29 Dec 2017

Psałterz Dawidów: Psalm 47

Here is a lively performance of Psalm 47 from the Polish-language Psałterz Dawidów:

21 Dec 2017

The Concordia Psalter 2

I thought I had said everything that needed to be said in my review of the Concordia Psalter nine days ago, but now that I am taking a closer look at it, it seems appropriate to comment on its usability for actually chanting the Psalms. As I mentioned then, the collection contains a number of tones for chanting. Although chant can be quite complex, containing multiple melismata in quick succession, the chant tones offered here are quite simple and, with practice, can be easily sung by a congregation and certainly by a competent choir. As far as I can tell, the pointing of the Psalms is the same in this volume as in the Treasury of Daily Prayer and Reading the Psalms with Luther (2007), both Concordia publications.

Daily prayer: a new pattern

Nearly forty years ago, I discovered the practice of daily prayer when I purchased a copy of Herbert Lindemann's The Daily Office in the bookstore at Luther Seminary in St. Paul, Minnesota. Since then I have prayed through the Psalms on a regular basis and through the Bible itself using the Daily Office Lectionary published originally in the 1979 Book of Common Prayer (BCP) of the Episcopal Church (United States) and subsequently republished in the hymnals and worship books of other denominations.

The major difficulty with this lectionary is that it does not prescribe reading through the entire Old Testament, instead taking the reader only through key highlights. I followed this for a number of years but then grew dissatisfied with this approach. So I decided several years ago to maintain the lectionary for the New Testament but with the Old to follow a lectio continua, or simply to read the entirety in course, which would take anywhere from between two and a half years to as many as five, depending on whether I included the Apocrypha or on whether I actually read an entire chapter each day. In this fashion I would read the whole of scripture over an indefinite period of time.

12 Dec 2017

The Concordia Psalter 1

Although this blog is devoted primarily to the singing of metrical psalmody, it is appropriate occasionally to highlight an excellent prose psalter, especially one designed for liturgical use. The Concordia Psalter is one of these and merits close attention. Concordia Publishing House of St.Louis is the publishing arm of the Lutheran Church-Missouri Synod, whose Canadian branch is known as the Lutheran Church-Canada. This is the denomination that sponsors The Lutheran Hour, the decades-old radio broadcast that has aired weekly since 1930. Over the years, Concordia has published top-quality devotional materials, including Herbert Lindemann's out-of-print classic, The Daily Office (1965), which had a profound impact on my own prayer life when I first discovered it in the late 1970s. More recently, Concordia produced a Treasury of Daily Prayer, an oversized volume enabling individuals and families to pray the Daily Office in their own homes. (Its sheer heft would prevent them using it elsewhere!)

7 Dec 2017

Psałterz Poznański: an interview with Andrzej Polaszek

A complete Polish-language Psalter using the Genevan tunes is on its way. In the meantime, the first fifty psalms have now been published. This is a modified google translation from Polish taken from the website of the Tolle Lege Institute:

Tolle Lege: First of all, congratulations on the release of the first fifty psalms, and we look forward to more. Could you tell us in a few words what the Psałterz Poznański is?

Andrzej Polaszek: Thank you. We are working intensively to make the whole come out in 2020. Psałterz Poznański is a project that aims to renew the custom of singing psalms in evangelical churches and Christian homes. Our intention is to develop a complete set of 150 psalms in contemporary Polish with notes and chords. The Psalter will be accompanied by a number of promotional tools and events: a psalterz.pl website, recordings, concerts, conferences. We hope that our psalms will be included in the repertoire of musicians representing different styles of Christian music.
 

1 Dec 2017

Die Nuwe Psalmberyming: An Afrikaans-Language Psalter

Not long ago my good friend Lucas Grassi Freire, who translated my first book into Portuguese, sent me a copy of the Nuwe Psalmberyming, a new versification of the 150 Psalms in Afrikaans published in 2001. Much as the Dutch Interkerkelijke Stichting voor de Psalmberijming had had multi-denominational support in revising the texts for the Psalms in 1968, so this project in South Africa was supported by four Reformed church bodies, including the large Nederduitse Gereformeerde Kerk (about 1 million members), the Nederduitsch Hervormde Kerk van Afrika (130,000 members), the Afrikaanse Protestantse Kerk (35,000 members) and the Gereformeerde Kerke in Suid-Afrika (100,000 members), the last of which is associated with what used to be called Potchefstroom University west of Johannesburg and which once had a close relationship with the Christian Reformed Church in North America and the former Gereformeerde Kerken in Nederland.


What is being asked:
Transcribe word for word each line from the one containing "Image is 668x326 pixels." to the final line of the data, both included. Skip the pictures.
(Beginning of Exercise data)
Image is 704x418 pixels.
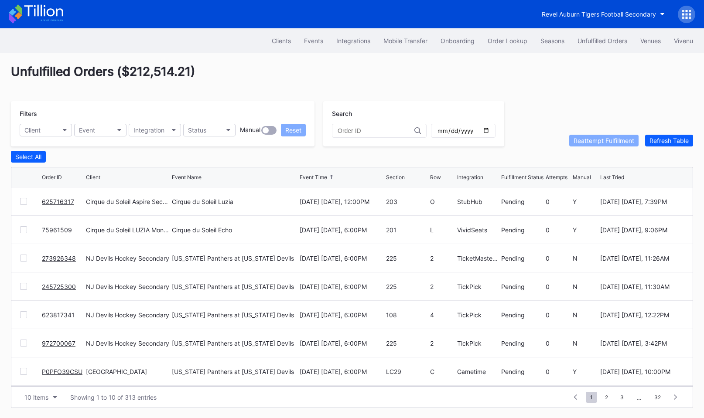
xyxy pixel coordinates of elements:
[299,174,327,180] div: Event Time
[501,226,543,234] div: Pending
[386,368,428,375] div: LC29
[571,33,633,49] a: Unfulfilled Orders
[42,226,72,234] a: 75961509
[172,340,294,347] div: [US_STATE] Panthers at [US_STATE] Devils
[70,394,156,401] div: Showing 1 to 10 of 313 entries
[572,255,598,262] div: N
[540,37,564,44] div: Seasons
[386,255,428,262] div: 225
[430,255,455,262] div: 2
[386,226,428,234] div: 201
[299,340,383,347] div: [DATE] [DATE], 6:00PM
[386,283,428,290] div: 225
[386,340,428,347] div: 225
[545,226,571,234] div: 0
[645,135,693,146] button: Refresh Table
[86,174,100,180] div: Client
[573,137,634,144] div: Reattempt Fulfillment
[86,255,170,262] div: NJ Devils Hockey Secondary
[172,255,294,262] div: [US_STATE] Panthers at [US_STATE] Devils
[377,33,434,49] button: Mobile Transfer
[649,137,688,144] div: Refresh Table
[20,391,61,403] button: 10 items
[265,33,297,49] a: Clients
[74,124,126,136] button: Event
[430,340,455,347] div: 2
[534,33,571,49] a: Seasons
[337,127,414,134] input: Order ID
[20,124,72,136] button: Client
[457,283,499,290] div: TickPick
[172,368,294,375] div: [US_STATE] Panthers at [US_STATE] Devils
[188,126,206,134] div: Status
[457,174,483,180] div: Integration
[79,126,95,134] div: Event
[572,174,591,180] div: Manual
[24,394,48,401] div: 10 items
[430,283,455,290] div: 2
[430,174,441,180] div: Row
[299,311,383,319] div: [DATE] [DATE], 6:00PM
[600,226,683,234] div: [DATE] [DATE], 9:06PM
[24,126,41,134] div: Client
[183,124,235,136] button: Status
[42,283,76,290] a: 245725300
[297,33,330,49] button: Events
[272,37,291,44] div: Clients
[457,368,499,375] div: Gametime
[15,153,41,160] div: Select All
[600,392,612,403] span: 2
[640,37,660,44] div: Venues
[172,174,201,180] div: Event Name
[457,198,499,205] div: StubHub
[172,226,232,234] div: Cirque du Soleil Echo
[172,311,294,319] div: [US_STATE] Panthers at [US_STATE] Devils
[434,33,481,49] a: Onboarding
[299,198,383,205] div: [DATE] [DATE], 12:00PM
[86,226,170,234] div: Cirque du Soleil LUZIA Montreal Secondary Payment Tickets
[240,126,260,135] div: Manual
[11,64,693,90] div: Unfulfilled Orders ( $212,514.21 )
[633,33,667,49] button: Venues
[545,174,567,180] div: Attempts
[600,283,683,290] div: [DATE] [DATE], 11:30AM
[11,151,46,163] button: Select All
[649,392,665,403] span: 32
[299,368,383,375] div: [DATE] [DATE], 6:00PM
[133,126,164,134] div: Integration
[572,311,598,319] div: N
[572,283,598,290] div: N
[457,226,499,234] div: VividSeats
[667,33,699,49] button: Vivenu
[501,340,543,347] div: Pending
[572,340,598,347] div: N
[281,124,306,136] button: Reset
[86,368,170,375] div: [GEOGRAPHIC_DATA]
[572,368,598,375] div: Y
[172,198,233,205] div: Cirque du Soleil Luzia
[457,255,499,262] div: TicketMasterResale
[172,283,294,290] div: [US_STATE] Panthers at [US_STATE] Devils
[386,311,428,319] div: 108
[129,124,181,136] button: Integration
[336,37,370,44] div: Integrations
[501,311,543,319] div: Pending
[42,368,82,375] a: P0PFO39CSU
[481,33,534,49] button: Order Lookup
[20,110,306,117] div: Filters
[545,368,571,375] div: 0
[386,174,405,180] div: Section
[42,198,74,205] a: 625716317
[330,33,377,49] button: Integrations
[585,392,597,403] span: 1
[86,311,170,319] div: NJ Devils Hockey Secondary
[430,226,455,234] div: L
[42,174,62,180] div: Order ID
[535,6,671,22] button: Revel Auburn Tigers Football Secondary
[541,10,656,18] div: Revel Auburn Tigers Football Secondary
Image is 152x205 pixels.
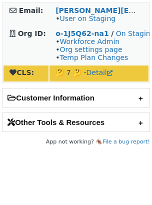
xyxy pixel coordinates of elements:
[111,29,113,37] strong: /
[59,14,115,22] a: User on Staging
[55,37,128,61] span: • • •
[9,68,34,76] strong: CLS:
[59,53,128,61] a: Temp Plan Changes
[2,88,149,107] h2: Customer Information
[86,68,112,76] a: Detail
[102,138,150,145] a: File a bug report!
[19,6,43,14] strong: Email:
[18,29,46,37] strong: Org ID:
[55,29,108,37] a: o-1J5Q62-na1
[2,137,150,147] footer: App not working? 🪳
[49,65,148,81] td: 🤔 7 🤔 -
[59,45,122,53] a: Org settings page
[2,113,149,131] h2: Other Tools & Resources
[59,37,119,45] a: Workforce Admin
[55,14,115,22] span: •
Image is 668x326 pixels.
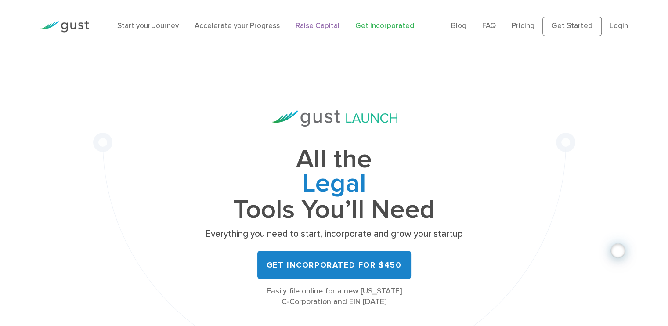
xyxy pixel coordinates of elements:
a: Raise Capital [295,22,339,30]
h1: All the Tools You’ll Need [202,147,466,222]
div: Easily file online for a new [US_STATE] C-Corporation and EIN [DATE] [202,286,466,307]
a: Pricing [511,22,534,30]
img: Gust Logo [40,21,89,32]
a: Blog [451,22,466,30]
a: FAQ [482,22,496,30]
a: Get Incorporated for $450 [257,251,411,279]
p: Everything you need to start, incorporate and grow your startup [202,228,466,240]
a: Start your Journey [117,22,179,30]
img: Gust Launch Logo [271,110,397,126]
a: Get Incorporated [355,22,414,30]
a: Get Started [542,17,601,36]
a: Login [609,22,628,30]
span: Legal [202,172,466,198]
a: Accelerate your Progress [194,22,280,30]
(End of Exercise data)
Solution below:
Image is 668x326 pixels.
xyxy pixel coordinates of elements:
a: Raise Capital [295,22,339,30]
h1: All the Tools You’ll Need [202,147,466,222]
div: Easily file online for a new [US_STATE] C-Corporation and EIN [DATE] [202,286,466,307]
a: Pricing [511,22,534,30]
img: Gust Logo [40,21,89,32]
a: Blog [451,22,466,30]
a: FAQ [482,22,496,30]
a: Get Incorporated for $450 [257,251,411,279]
p: Everything you need to start, incorporate and grow your startup [202,228,466,240]
a: Start your Journey [117,22,179,30]
img: Gust Launch Logo [271,110,397,126]
a: Get Incorporated [355,22,414,30]
a: Get Started [542,17,601,36]
a: Login [609,22,628,30]
span: Legal [202,172,466,198]
a: Accelerate your Progress [194,22,280,30]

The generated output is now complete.